Monday, Jan. 26, 1959

In the American Grain

THE WAIST-HIGH CULTURE (275 pp.) --Thomas Griffith--Harper ($4).

Is equality the U.S. opiate of the classes? Does the modern American believe that a man's grasp should exceed his reach, or what's an expense account for? Is the U.S. in danger of being "a waist-high culture"--in which the best as well as the worst aim their arts and products at the middle?

These are not the questions of an Angry Young Man. They are "pebbles at the window" of complacency thrown by Thomas Griffith, 43, TIME'S Foreign Editor. Equable tempered, well wrought and carefully thought out, The Waist-High Culture is more inquiry than indictment, utters its qualms with conviction and its convictions with some qualms. It is not a call to the cultural barricades, but an invitation to ponder and reflect on the occasionally wayward American way.

The Belief in Disbelief. In the first third of the book, Author Griffith offers his autobiographical press pass to American life. Seattle-born, Griffith had a boardinghouse boyhood more apt for the pen of Dickens than the brush of Norman Rockwell. Entering the University of Washington in the Depression year of 1932 as a journalism student, he learned, he admits, precious little about journalism or anything else. In such "vast, endearingly inadequate academic ballparks," Griffith argues, "the indulgent curse of mediocrity in American life begins."
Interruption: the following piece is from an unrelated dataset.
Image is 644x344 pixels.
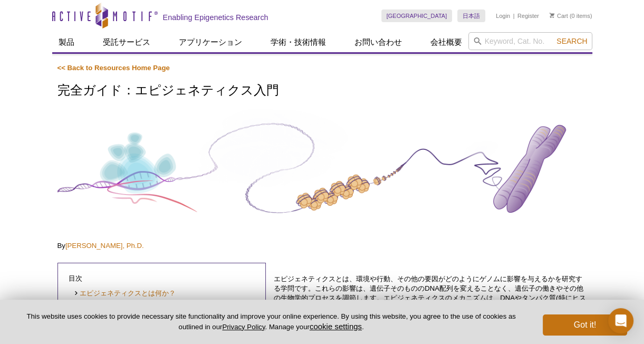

After rising from police reporter to assistant city editor of the Seattle Times, Griffith went east in 1942 on a Nieman fellowship, then joined TIME. When foreign news duties took Griffith to Europe, he, like many another American, fell under the spell of the Continent's ancient glories, but coolly assessed its caretaker, rather than dare-taker, cultures. He admired the well-bred aplomb of knowledgeable Englishmen whose ease of manner gives "the impression of having already lived once," but found "too many reserved seats" in English life. He was drawn to the independent French spirit of live-and-let-live, but noted the spiritual vacuum in which "French intellectuals so often seem to dislike the present, to fear the future and to deny the hereafter. They believe only in disbelieving." As for the prevailing winds of anti-Americanism. Griffith reminds his readers that unfavorable winds have always blown in the faces of the powerful. And many of Europe's phobias spring "not from what is amiss in us but from what is awry" in them.

The Sum of Dreams. As for what is awry in his native land at midcentury, Griffith picks three inter-related targets:

1) Egalitarianism: "That all men were created equal is one of the great fictions," argues Griffith, and has become as absolute as "the divine right of kings." Where excellence is snubbed as undemocratic the second-and third-rate rule.

2) Consumer worship: "The pull of the profitable middle accents the sameness in us all ... out of our riches has come a kind of poverty, the poverty of speed and saturation . . ."

3) Fragmentation of modern man: The interdependent complexity of modern life fosters "fragmented man," who is willy-nilly his brother's keeper and very nearly his brother's nagger. Fragmented man is often a slave to his specialty, "yet no one of us set out to be a replaceable part in life . . . our youthful ambitions were round, like the world."

Author Griffith proffers no ready cure for the distemper of the times. He raises a muffled cheer for a selfless elite that would set high cultural standards and hew to them. But he spurns existing elites as too withdrawn, 'insecure, and narrowly snobbish for the task.

"America," F. Scott Fitzgerald once wrote, is "a willingness of the heart." It is also a continuing effort of the imagination. To the sum of dreams that have shaped the U.S., Author Griffith has added his of a land "where differences in color and race are not falsely denied but make a competition in being the best . . . where nobility is not mere respectability and virtue does not produce a snigger; where the clang of work and the clamor of play attest to the common health; where enemies cannot reach us because our merit, and not our guns or our propaganda, has won the world to our side . . ."

This file is automatically generated by a robot program, so reader's discretion is required.